Back in May, North Florida Democratic Rep. Gwen Graham joined more than 120 colleagues in the House, calling for Speaker Paul Ryan to hold a vote on President Obama’s $1.9 billion emergency appropriations request to fight the spread of Zika. Three months later, she was at it again, this time accompanied by officials with Planned Parenthood Votes, a super PAC aligned with Planned Parenthood.
“This is not the time to be playing partisan politics,” Graham said in a conference call held Thursday. “This is a time for us to do our job, and bring a clean bill forward so we can find additional resources.”
In late June, Senate Democrats rejected a request for $1.1 billion in Zika funding because of what they said were “poison pills” inserted in the measure. Specifically, they opposed a provision easing Environmental Protection Agency regulations, as well as a measure that would have prevented funding for Planned Parenthood. Instead it would go to other community health centers.
Graham said she recently — and reluctantly — requested that the Department of Health & Human Services divert funds from other vaccine production activities so that they could fund more Zika research.
While Graham, a noted centrist, didn’t criticize any Republicans in her remarks, that was not the case with Dawn Laguens, head of Planned Parenthood Votes.
“The Centers for Disease Control says that family planning is the primary strategy for reducing Zika-related pregnancy complications, yet instead of centering on women’s health, Marco Rubio and the Republican leadership have worked to gut family planning and women’s health care for years, including efforts to destroy the frontline providers like a Planned Parenthood, that are needed to do this work today,” Laguens said, adding that Rick Scott has been leading a “crusade” against women’s access to health care since the day he entered office.
“These politicians have worse than no plan. Their plans are making things worse,” Laguens added. “You cannot have a Zika strategy that focuses on mosquitoes, but not women and families.”
The Zika virus can be transmitted through a mosquito bite or from sexual contact with an infected person of either gender. The virus can cause serious birth defects, including microcephaly, where babies are born with abnormally small heads and brains.
Earlier this month, Sen. Rubio said pregnant women who have contracted the Zika virus should not have access to abortions.
“We need to respect each women’s ability and right to make decisions about whether or not to have a child, and she needs to be able to make this decision in accordance with her own feelings, her family, those feelings of faith she may have, and with her doctor,” said Laguens. “But Marco Rubio, Rick Scott and Donald Trump have no place in that decision.”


◆ **Task brief**: Transcribe the records that follow. Keep every word exactly, and drop the pictures.

[Referring expression grounding data]
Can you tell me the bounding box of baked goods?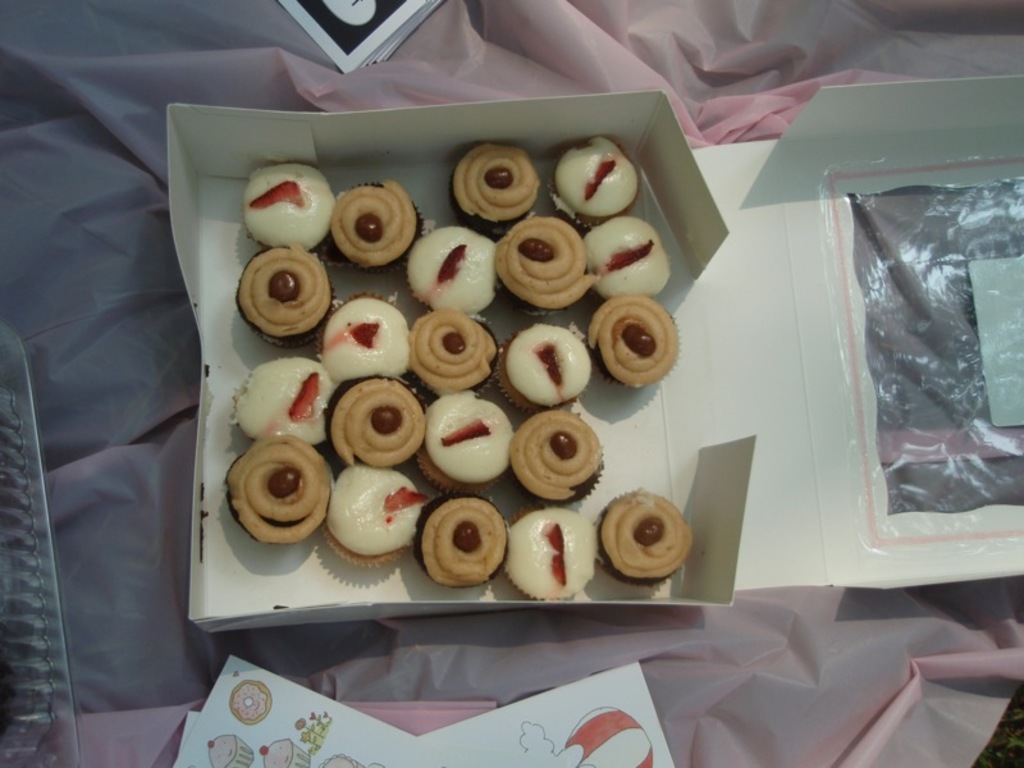
(x1=586, y1=216, x2=671, y2=296).
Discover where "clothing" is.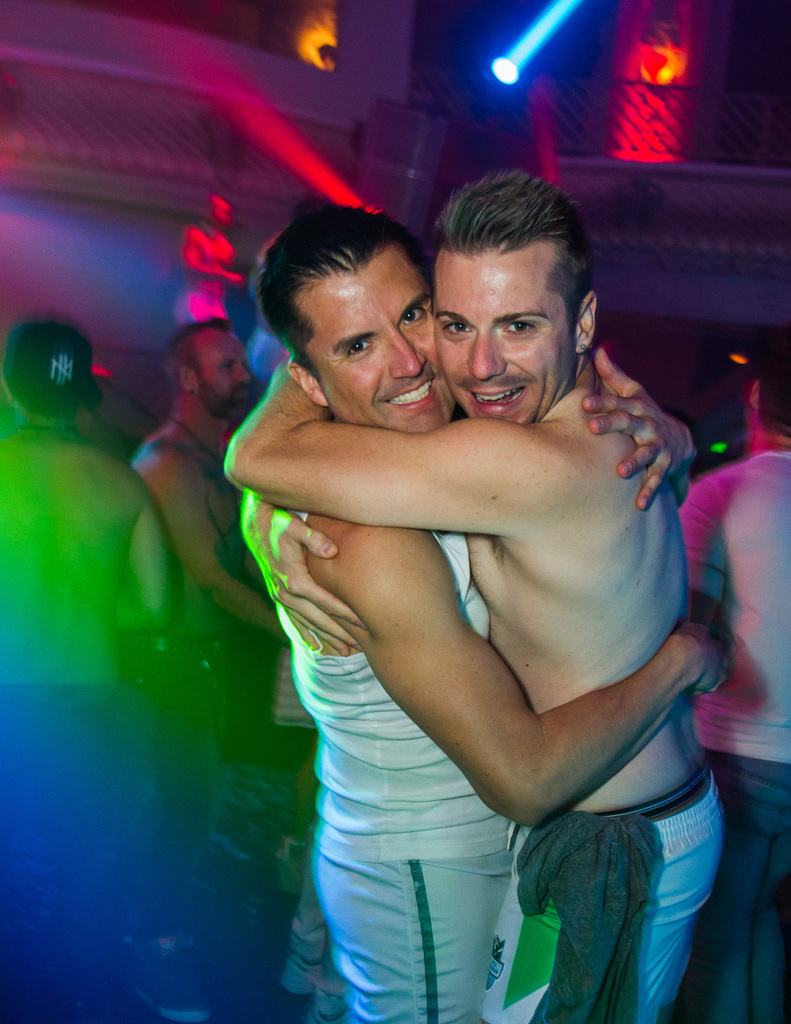
Discovered at (x1=678, y1=440, x2=790, y2=1014).
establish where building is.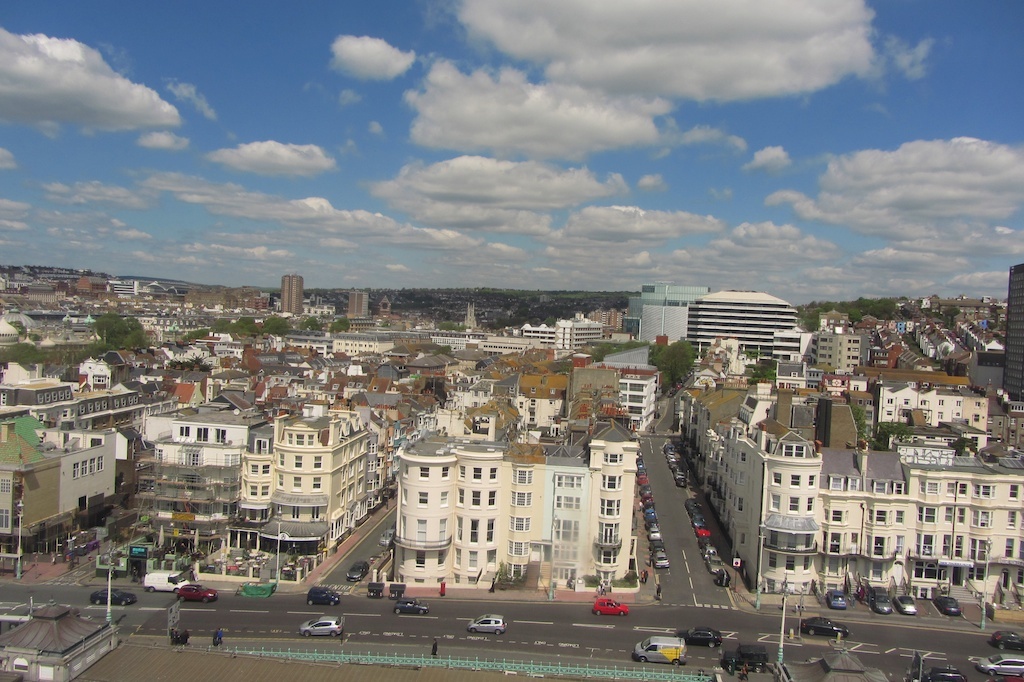
Established at bbox=(393, 414, 643, 588).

◆ **Solved problem**:
Can you tell me the bounding box of baked goods?
(x1=586, y1=216, x2=671, y2=296).
Discover where "clothing" is.
Discovered at (x1=678, y1=440, x2=790, y2=1014).
establish where building is.
Established at bbox=(393, 414, 643, 588).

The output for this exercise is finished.